It took well over an hour to get back to Seiad Valley. There was a construction crew working all along the only 2 lane road through the Klamath River Valley. Good thing I had podcasts downloaded for when the conversation ran out. But when we finally got there, I bought Mikella a tank of gas to repay her for the hotel stay (for some reason this lonely credit card pump in the middle of this tiny nowhere town had gas for way cheaper than anything in Yreka, which sat on an actual interstate highway) then grabbed one last food item from the Seiad Store, along with some chocolate milk and a fried pie to give me a burst of hiking energy (none of which were close to as cheap as they would be in Yreka).
We drove out of Seiad Valley and up the road that hikers had to walk along (passing a couple of said hikers along the way) all the way to the actual trailhead. Another long boring roadwalk successfully skipped. We took a selfie together, then Mikella drove off to see Crater Lake while I started hiking up Grider Creek. It was 10am. So the night in Yreka had cost me maybe two hours of hiking time, but I can’t even be sure I wouldn’t have lost that much time anyway given how late I would’ve gotten in.

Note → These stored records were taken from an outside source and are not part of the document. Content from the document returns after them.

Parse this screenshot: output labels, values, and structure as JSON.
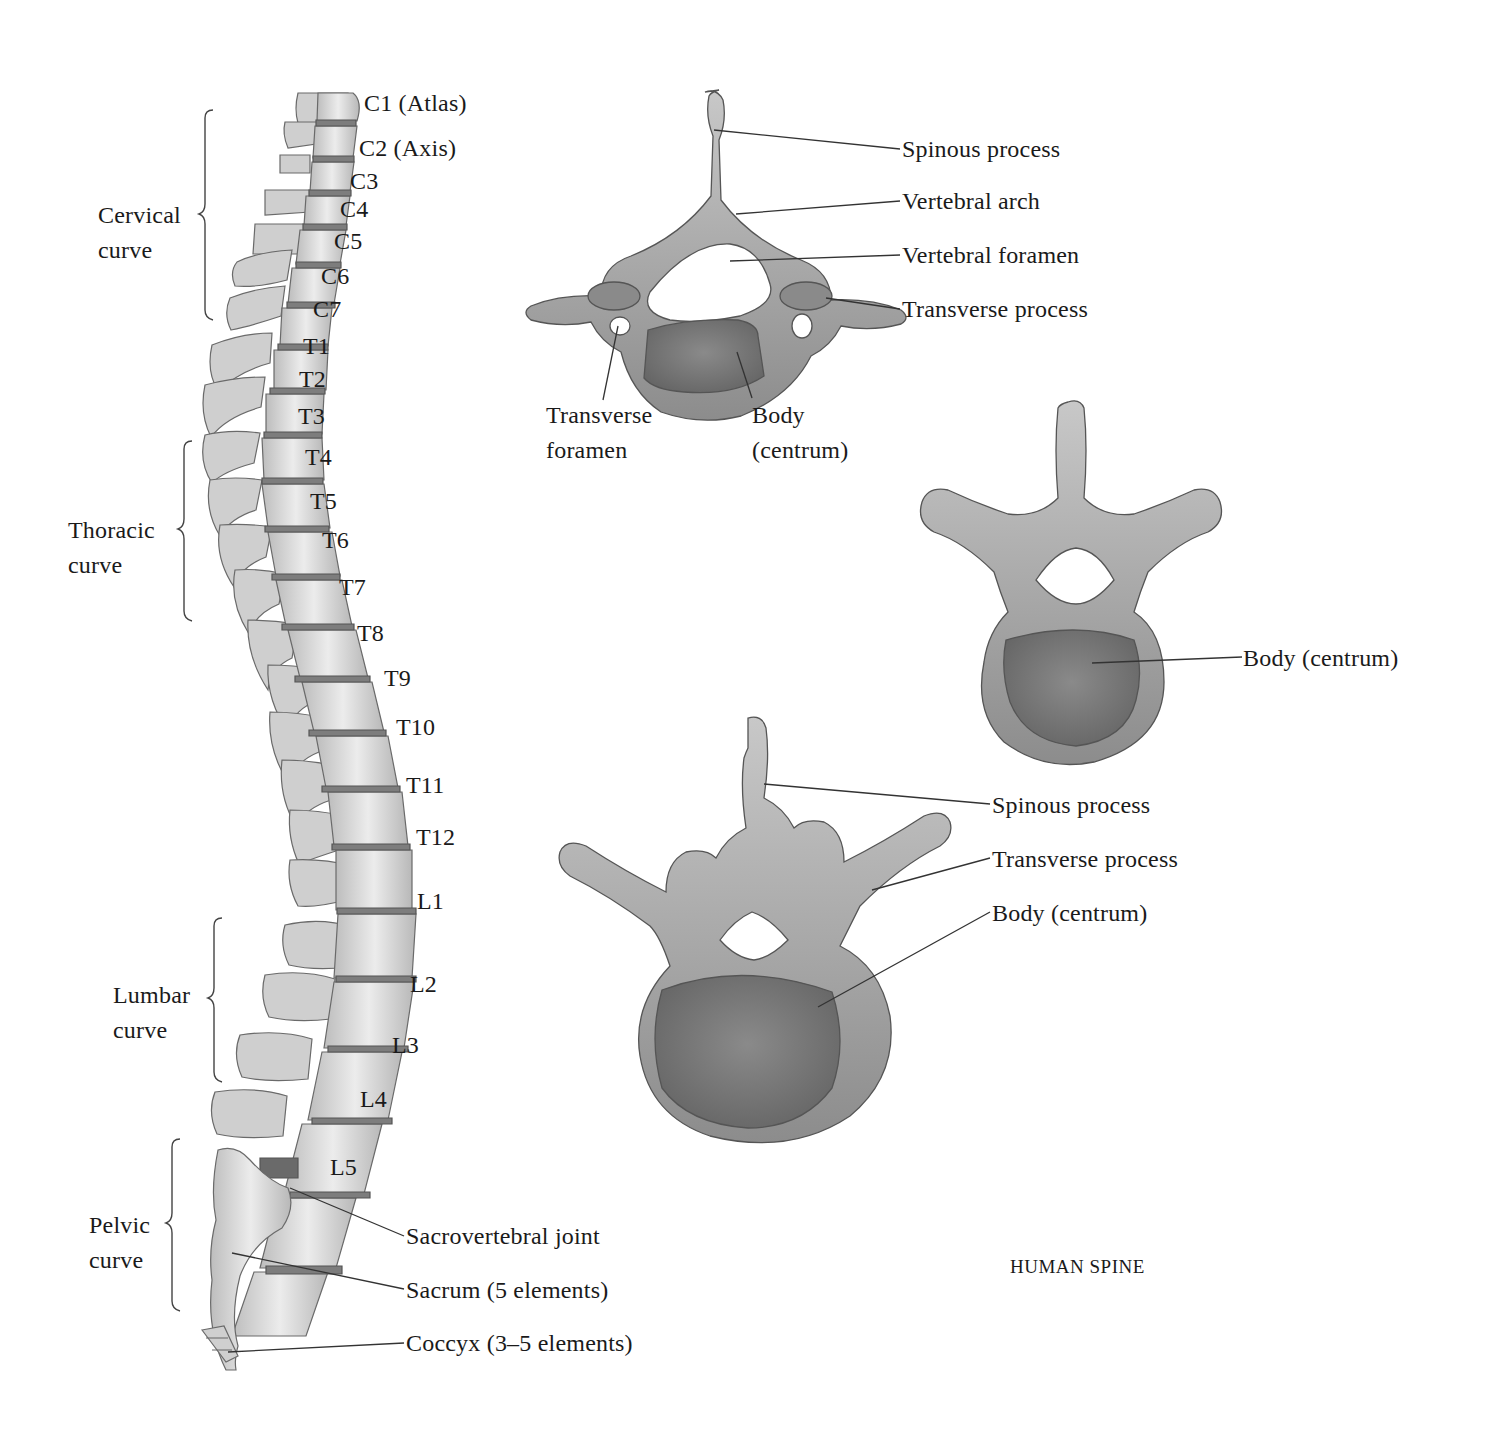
{
  "title": "HUMAN SPINE",
  "colors": {
    "bone_light": "#e8e8e8",
    "bone_mid": "#c9c9c9",
    "bone_dark": "#8f8f8f",
    "centrum_fill": "#7a7a7a",
    "disc": "#6e6e6e",
    "outline": "#555555",
    "leader_line": "#333333",
    "text": "#1a1a1a"
  },
  "spine_lateral": {
    "curves": [
      {
        "line1": "Cervical",
        "line2": "curve"
      },
      {
        "line1": "Thoracic",
        "line2": "curve"
      },
      {
        "line1": "Lumbar",
        "line2": "curve"
      },
      {
        "line1": "Pelvic",
        "line2": "curve"
      }
    ],
    "vertebrae": [
      "C1 (Atlas)",
      "C2 (Axis)",
      "C3",
      "C4",
      "C5",
      "C6",
      "C7",
      "T1",
      "T2",
      "T3",
      "T4",
      "T5",
      "T6",
      "T7",
      "T8",
      "T9",
      "T10",
      "T11",
      "T12",
      "L1",
      "L2",
      "L3",
      "L4",
      "L5"
    ],
    "lower_labels": [
      "Sacrovertebral joint",
      "Sacrum (5 elements)",
      "Coccyx (3–5 elements)"
    ]
  },
  "cervical_vertebra": {
    "labels": [
      "Spinous process",
      "Vertebral arch",
      "Vertebral foramen",
      "Transverse process"
    ],
    "bottom_labels": [
      {
        "line1": "Transverse",
        "line2": "foramen"
      },
      {
        "line1": "Body",
        "line2": "(centrum)"
      }
    ]
  },
  "thoracic_vertebra": {
    "labels": [
      "Body (centrum)"
    ]
  },
  "lumbar_vertebra": {
    "labels": [
      "Spinous process",
      "Transverse process",
      "Body (centrum)"
    ]
  }
}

The trail followed Grider Creek, but was rarely close to it. It stayed up on the side of the ridge above it (and there was a bit of a bushwhack to get up there). There were a few places where the creek got narrow and the trail crossed it on a heavy duty steel bridge. These places were miles apart. The trail condition wasn’t perfect. It felt like a section untouched by trail crews in at least a year. Overgrown sections and lots of deadfalls over the trail.
There was plenty of shade for most of the section, but it didn’t help much. It got up to 90 degrees in the valley that day and stayed super muggy. In fact, even before lunch, I found my sombrero sweatband could not absorb all the sweat from my head, and streams were running down my face and over my sunglasses. I took it off and pulled up my Buff over my head instead like I had done last year.
I ate lunch in an area where a tree happened to be casting a shadow, and somehow summoned every ant in the area, big and small. I had to do a thorough inspection and brushing off before I could hike out.
I didn’t stop again for three hours, in which I only managed to go five miles. It was all uphill and the steady supply of deadfalls to get over and around only seemed to increase in frequency. But when I did, it was at the last bridge, right before the trail climbed out of the river canyon following a minor tributary. So of course I took a break by the water and a quick dip in the deep, slow moving water under the bridge. It seemed like it was the most water I was likely to see in one place for days.
After following the tributary for a bit, the trail switchbacked and started climbing up the hill to some old little used forest roads, and this is where the trail really went to pot. Completely overgrown with tall brush and downed trees crisscrossing or covering the trail every hundred feet at most. It took a lot longer than it should have to do the last quarter mile up to where the roads started, but from there it got much easier. It was still all uphill and hot, but not so overgrown.
I made it to the dead end road/tentsite where I had intended to stop for dinner about 7pm, but soon found I had drunk up nearly all my water and didn’t have enough for supper. So I took the road east, parallel to but below the trail, until it intersected a brook that ran right under it. I collected and filtered water from the stream and immediately made supper from it.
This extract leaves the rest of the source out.